Bobby Jindal edges closer to presidential bid

BATON ROUGE, La. — Louisiana Gov. Bobby Jindal took another step toward running for president Monday, announcing the formation of an exploratory committee to consider a GOP campaign and suggesting the nation needs a leader with the “ideas to change our country’s future.”

As he has in the past, the Republican governor said he will announce his ultimate decision on a White House bid after his state’s legislative session ends in mid-June. In a statement, Jindal said that if he runs, his candidacy would be based on the idea the American people “are ready to try a dramatically different direction.”

The 43-year-old Jindal, the country’s first elected Indian-American governor, slammed President Barack Obama’s leadership, saying the Democratic president “has started to redefine the American Dream, turning it into the European nightmare.”

“Because of this, I believe our country is in serious trouble and that the hour is late for America,” Jindal said. “Economic collapse is much closer to the door than people realize, our culture is decaying at a rapid rate and our standing in a dangerous world is at an all-time low.”

He said the course can be corrected, but the nation needs to elect a president “who is willing to make hard decisions and who has the ideas to change our country’s future.”

Jindal also tried to strike a difference between himself and “other Republican leaders are talking about change” by describing policy plans he’s released on health care, defense, energy and education.

The wide-open GOP race could ultimately feature more than a dozen candidates. The launch of an exploratory committee is a major move toward seeking the GOP nomination. It’s usually the final step before announcing a campaign.

Jindal, a former congressman who started his career in public service as Louisiana’s health secretary, spent the weekend with other likely GOP presidential candidates in Iowa, one of a half-dozen trips he’s made to the early voting state this year. He’s sent political aides to Iowa and recently announced the hiring of a political operative in New Hampshire.

A Catholic convert raised by Hindu parents, Jindal has focused largely on courting evangelical Christians and the conservative wing of the Republican Party, meeting with pastors and aggressively promoting religious liberty in speeches. He drew widespread criticism for a London speech in which he repeated heavily disputed claims that Muslims have established “no-go zones” in European neighborhoods that operate outside of local civic control.

The term-limited governor’s repeated out-of-state travel, combined with Louisiana’s severe financial problems, have led Jindal’s approval ratings at home to plummet to the low-30s. Lawmakers from both parties, along with the GOP and Democratic candidates vying running to be Louisiana’s next governor, say his national political ambitions are a distraction.

Jindal has a new book coming in October, called “American Will: The Forgotten Choices That Changed Our Republic.”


▸ WHAT YOU WILL DO
Pictures are to be left out, and the rest of the records reproduced exactly.

##### DATA FOR THIS TASK #####

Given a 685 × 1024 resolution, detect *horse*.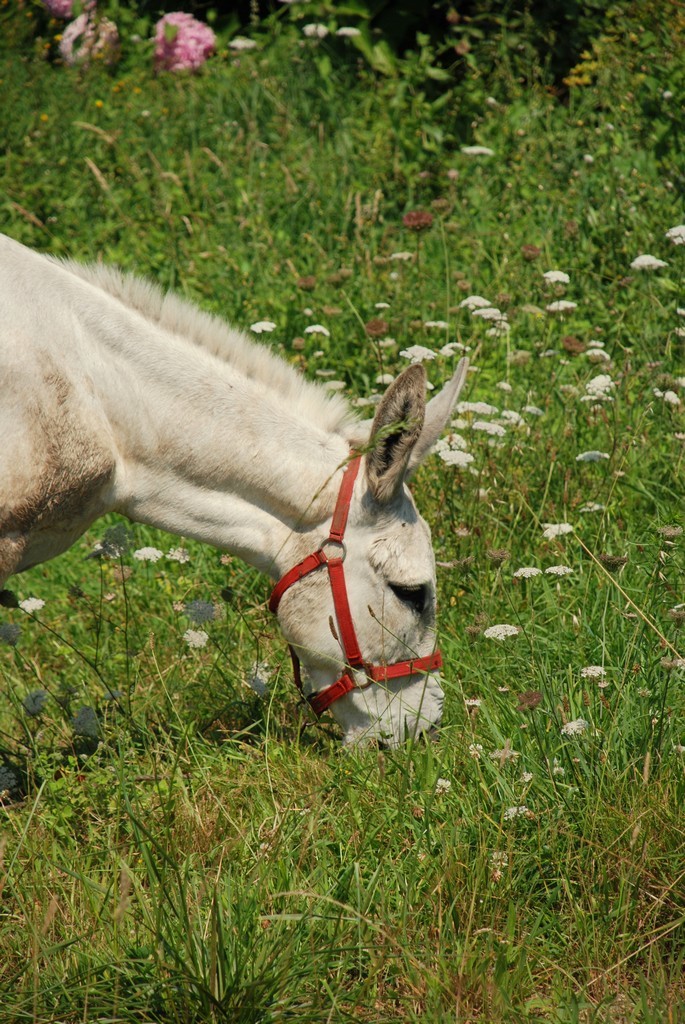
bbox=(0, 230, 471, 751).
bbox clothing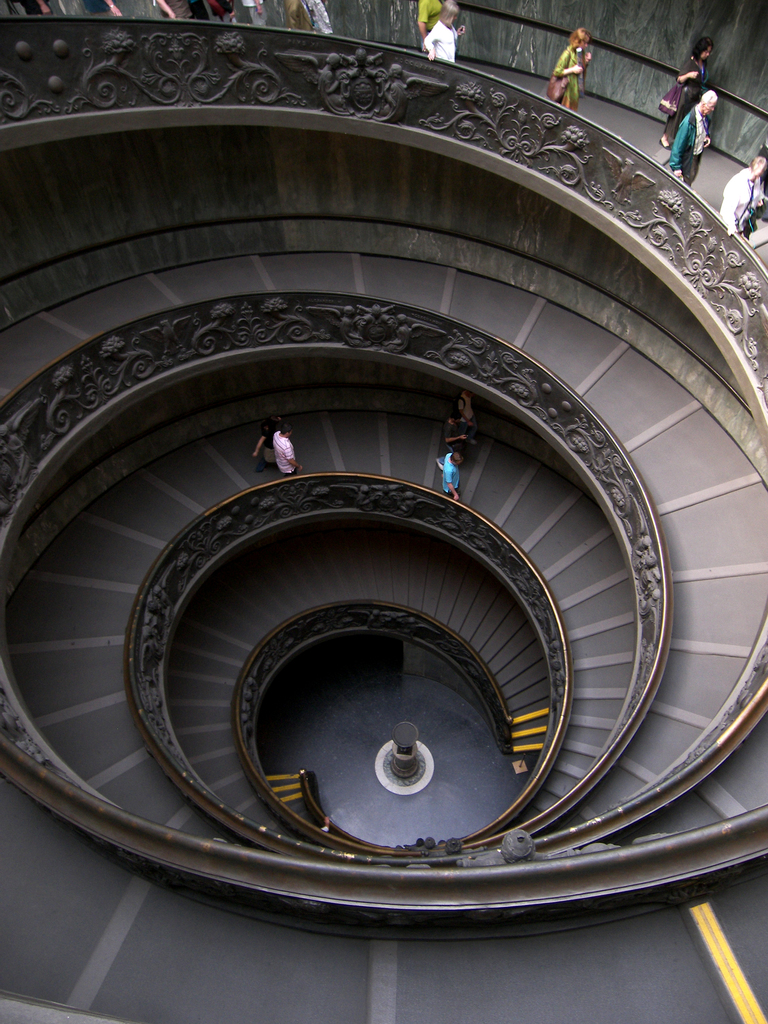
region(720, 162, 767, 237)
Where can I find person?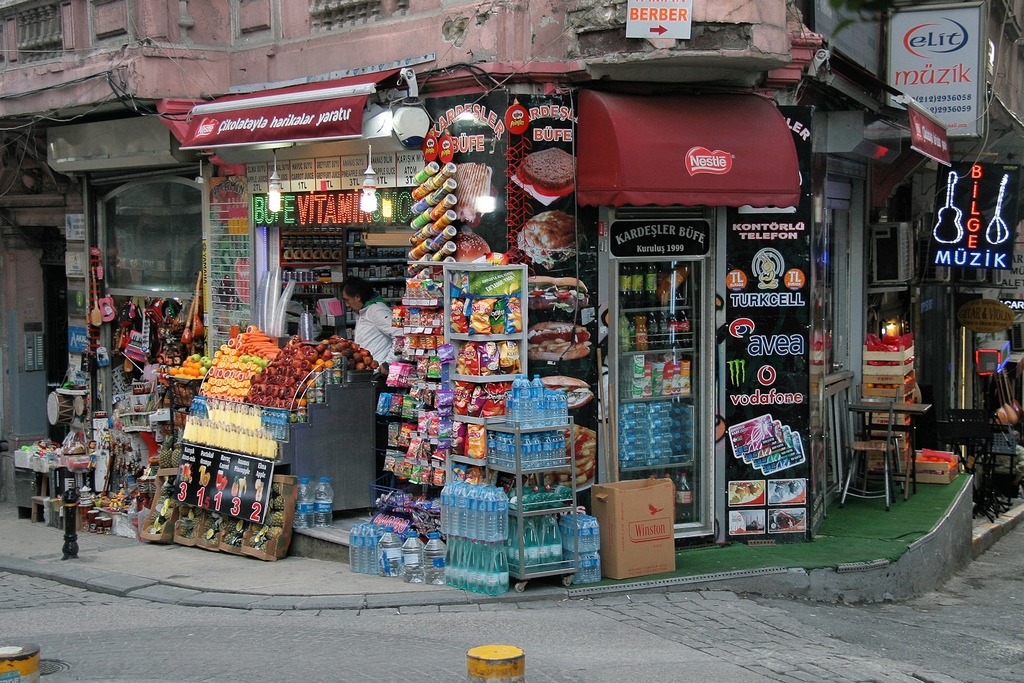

#####

▸ RESULT OF THE TASK
Given a 685 × 1024 resolution, detect *horse*.
bbox=(0, 230, 471, 751).
bbox clothing
region(720, 162, 767, 237)
Where can I find person?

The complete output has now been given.